You're correct in that QEMU provides the virtual hardware (x86 or arm64) for the kvm_x86_64 or qemu_armv8a images to run on. It's mainly there for QA/development purposes for ONIE functions that aren't hardware specific (proving kernels run, trying out new builds of components, making sure a patch for x86 doesn't break arm64, demonstrating the code can work with Secure Boot, etc). Virtualbox or vmware could probably be used too, but I believe QEMU was used since the licensing is a bit more open and it was easier/faster to patch than other virtualizers. I'm not sure if vmware/virtualbox will let you swap out the UEFI BIOS, either (finding a working one for arm64 was...challenging). QEMU is, however, a proper nightmare to properly configure - hence the helper scripts to get a known working configuration.
If you're building a machine target other than kvm_x86_64 or qemu_armv8a, you'll probably need the actual switch that matches the ONIE MACHINE target that it was built for, since there will be hardware like the switch ASIC that QEMU doesn't support.
Not that you couldn't build a machine target that would run on QEMU - but it would probably require not using some hardware specific settings.

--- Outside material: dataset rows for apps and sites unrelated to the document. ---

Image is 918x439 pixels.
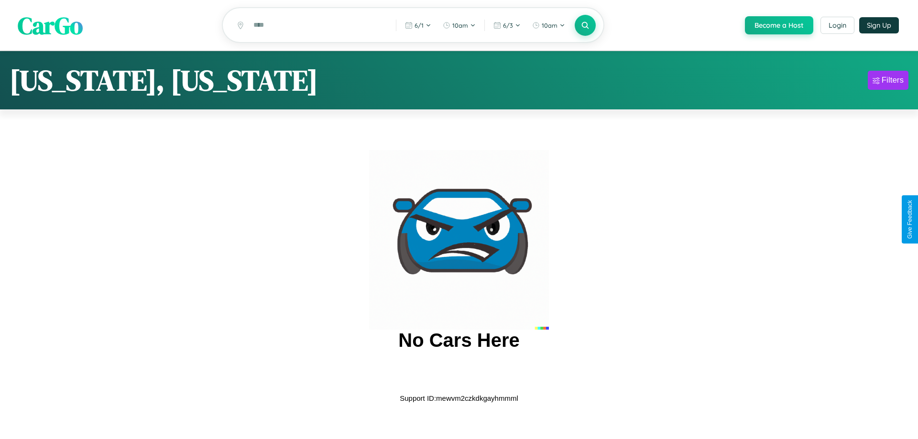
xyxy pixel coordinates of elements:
button: 6/3 [489,18,525,33]
button: 6/1 [400,18,436,33]
div: Give Feedback [907,200,913,239]
span: 10am [542,22,558,29]
button: Login [820,17,854,34]
button: Filters [868,71,908,90]
button: 10am [438,18,481,33]
button: Become a Host [745,16,813,34]
span: 10am [452,22,468,29]
p: Support ID: mewvm2czkdkgayhmmml [400,392,518,405]
div: Filters [882,76,904,85]
span: CarGo [18,9,83,42]
span: 6 / 1 [415,22,424,29]
button: Sign Up [859,17,899,33]
img: car [369,150,549,330]
span: 6 / 3 [503,22,513,29]
h2: No Cars Here [398,330,519,351]
button: 10am [527,18,570,33]
h1: [US_STATE], [US_STATE] [10,61,318,100]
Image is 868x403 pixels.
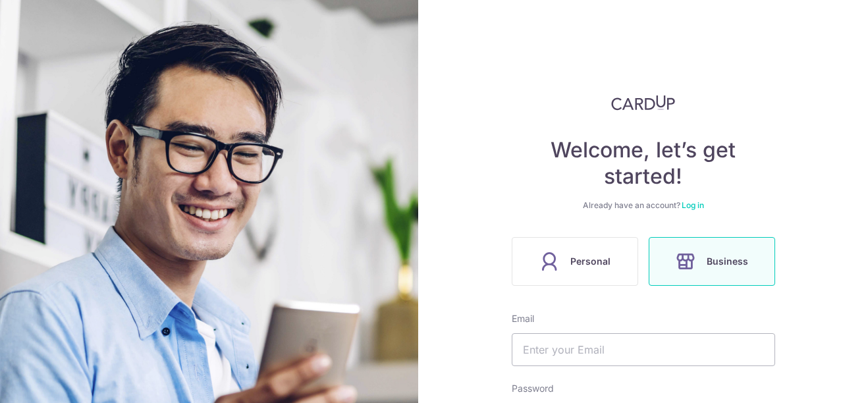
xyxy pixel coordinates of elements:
a: Business [643,237,780,286]
h4: Welcome, let’s get started! [511,137,775,190]
label: Password [511,381,554,395]
div: Already have an account? [511,200,775,211]
span: Business [707,253,748,269]
input: Enter your Email [511,333,775,366]
img: CardUp Logo [611,95,676,110]
a: Log in [681,200,704,210]
label: Email [511,312,534,325]
a: Personal [507,237,643,286]
span: Personal [570,253,610,269]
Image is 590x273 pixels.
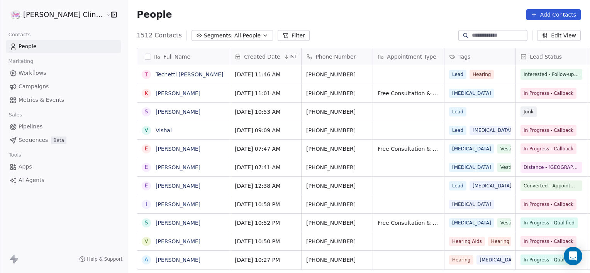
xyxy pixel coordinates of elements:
span: Apps [19,163,32,171]
a: [PERSON_NAME] [156,220,200,226]
span: In Progress - Callback [523,238,573,245]
span: [MEDICAL_DATA] [449,144,494,154]
a: AI Agents [6,174,121,187]
span: [PERSON_NAME] Clinic External [23,10,104,20]
span: Vestib [497,163,518,172]
span: [MEDICAL_DATA] [477,255,522,265]
div: grid [137,65,230,270]
span: Free Consultation & Free Screening [377,145,439,153]
div: S [145,108,148,116]
div: Full Name [137,48,230,65]
div: S [145,219,148,227]
span: Hearing [488,237,512,246]
span: Contacts [5,29,34,41]
a: Pipelines [6,120,121,133]
a: [PERSON_NAME] [156,90,200,96]
span: Campaigns [19,83,49,91]
span: AI Agents [19,176,44,184]
span: Sales [5,109,25,121]
a: Metrics & Events [6,94,121,107]
a: People [6,40,121,53]
span: Tags [458,53,470,61]
span: Lead [449,107,466,117]
a: [PERSON_NAME] [156,164,200,171]
a: [PERSON_NAME] [156,183,200,189]
span: All People [234,32,261,40]
span: Phone Number [315,53,355,61]
span: [MEDICAL_DATA] [469,181,514,191]
span: Interested - Follow-up for Apt [523,71,579,78]
span: In Progress - Callback [523,90,573,97]
button: Add Contacts [526,9,580,20]
span: Workflows [19,69,46,77]
span: Hearing [449,255,473,265]
span: Vestib [497,218,518,228]
a: [PERSON_NAME] [156,201,200,208]
a: Help & Support [79,256,122,262]
span: Hearing [469,70,494,79]
span: Lead [449,181,466,191]
div: Open Intercom Messenger [563,247,582,266]
span: [PHONE_NUMBER] [306,219,368,227]
img: RASYA-Clinic%20Circle%20icon%20Transparent.png [11,10,20,19]
button: Filter [277,30,310,41]
span: [PHONE_NUMBER] [306,127,368,134]
span: Appointment Type [387,53,436,61]
span: People [137,9,172,20]
span: [DATE] 10:58 PM [235,201,296,208]
span: [PHONE_NUMBER] [306,71,368,78]
span: [PHONE_NUMBER] [306,201,368,208]
span: [DATE] 11:01 AM [235,90,296,97]
span: [MEDICAL_DATA] [449,200,494,209]
div: E [145,182,148,190]
span: In Progress - Callback [523,127,573,134]
a: Campaigns [6,80,121,93]
span: Tools [5,149,24,161]
span: 1512 Contacts [137,31,181,40]
div: Phone Number [301,48,372,65]
span: Distance - [GEOGRAPHIC_DATA] [523,164,579,171]
button: Edit View [537,30,580,41]
span: Help & Support [87,256,122,262]
a: [PERSON_NAME] [156,146,200,152]
span: [MEDICAL_DATA] [449,89,494,98]
span: In Progress - Qualified [523,219,574,227]
span: Vestib [497,144,518,154]
span: In Progress - Qualified [523,256,574,264]
span: [DATE] 10:50 PM [235,238,296,245]
a: [PERSON_NAME] [156,257,200,263]
span: Lead [449,70,466,79]
span: [MEDICAL_DATA] [449,218,494,228]
span: [PHONE_NUMBER] [306,256,368,264]
a: Apps [6,161,121,173]
span: [DATE] 10:52 PM [235,219,296,227]
div: E [145,145,148,153]
a: Workflows [6,67,121,80]
span: Segments: [204,32,233,40]
a: Techetti [PERSON_NAME] [156,71,223,78]
span: Created Date [244,53,280,61]
div: Created DateIST [230,48,301,65]
span: [PHONE_NUMBER] [306,182,368,190]
span: [PHONE_NUMBER] [306,90,368,97]
span: [DATE] 10:53 AM [235,108,296,116]
span: Free Consultation & Free Screening [377,219,439,227]
span: [DATE] 07:41 AM [235,164,296,171]
div: A [145,256,149,264]
span: Pipelines [19,123,42,131]
span: [MEDICAL_DATA] [449,163,494,172]
span: Marketing [5,56,37,67]
span: Sequences [19,136,48,144]
div: I [146,200,147,208]
span: [PHONE_NUMBER] [306,145,368,153]
span: Full Name [163,53,190,61]
div: Lead Status [516,48,587,65]
span: Free Consultation & Free Screening [377,90,439,97]
span: Beta [51,137,66,144]
span: In Progress - Callback [523,201,573,208]
span: [MEDICAL_DATA] [469,126,514,135]
div: E [145,163,148,171]
span: [DATE] 10:27 PM [235,256,296,264]
a: [PERSON_NAME] [156,109,200,115]
a: SequencesBeta [6,134,121,147]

Which rolls in to your second question - it should just be burning the iso image on to a usb drive and putting it in to the switch you're building for, and pointing the BIOS to boot it.
ONIE probably won't work with Docker/Podman as those still use the host system's kernel (try a uname -a and it should be the same as the host, regardless of container OS) so any kernel/BIOS stuff wouldn't apply. Some of it could probably run in a container, but I can't think of a use case that would justify the effort.
HTH
Thank you for the information you have provided. I am closing this ticket.